Later when Philip appears up the coast in the former Philistine city of Azotus, it’s the same. He can’t do anything but speak out about the one he is bonded to in love and we are told that he travelled about Azotus, preaching in all the towns until he reached Caesarea.
How love is the force behind the expansion of the kingdom of God
The next scene is the apostle John writing his circular letter to be read by the mixture of Gentile and Jewish believers in the new and growing churches.
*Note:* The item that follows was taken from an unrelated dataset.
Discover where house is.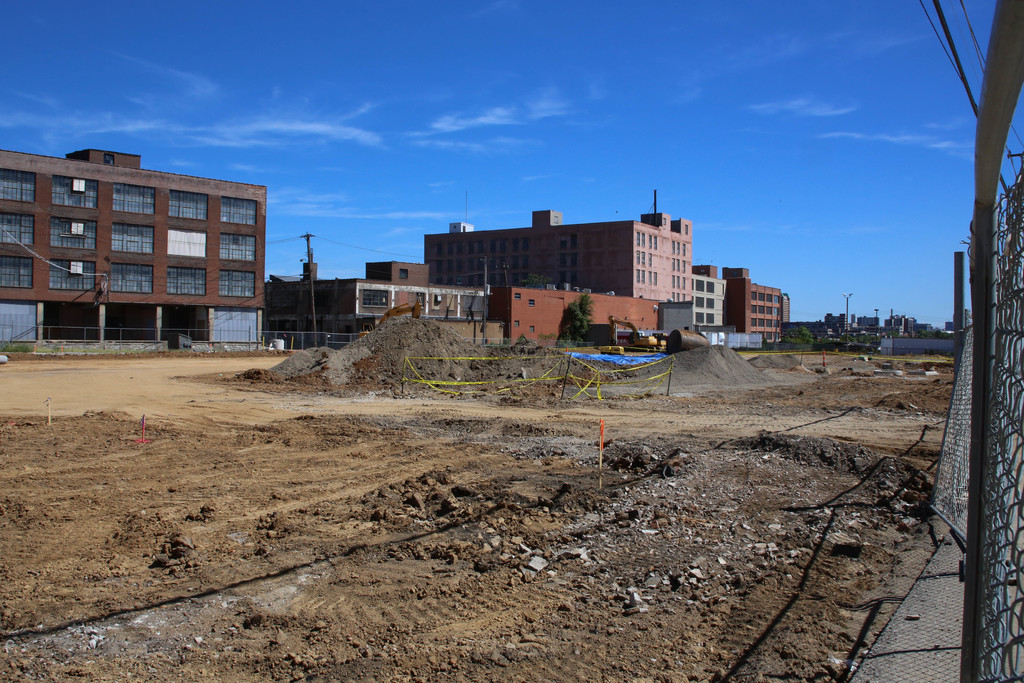
Discovered at (421, 185, 691, 299).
He could be describing Philip, who clearly lived in God, and with God’s Spirit living in him, and was strongly motivated by God’s love and the need to share it as widely as possible.
Let us love one another for love comes from God… God is love.
Whoever lives in love, lives in God, and God in them.
1 John 4:7-8, 16
And he gives us the bottom line in this story. It is about being transformed by knowing the love God has for us, demonstrated in Jesus. When we receive Jesus as Lord and are spiritually regenerated, a light comes on. We see God and in particular we become aware of His love.
Everyone who loves has been born of God and knows God… We love because He first loved us.
1 John 4:7, 19
Love is the force behind the expansion of the kingdom of God. We receive it, we are energised by it, we give it away. And so the cycle continues.
God loves us. He always loved us first. But He has a world to reach with His love, and He needs volunteers who live in it already to go and share it with others.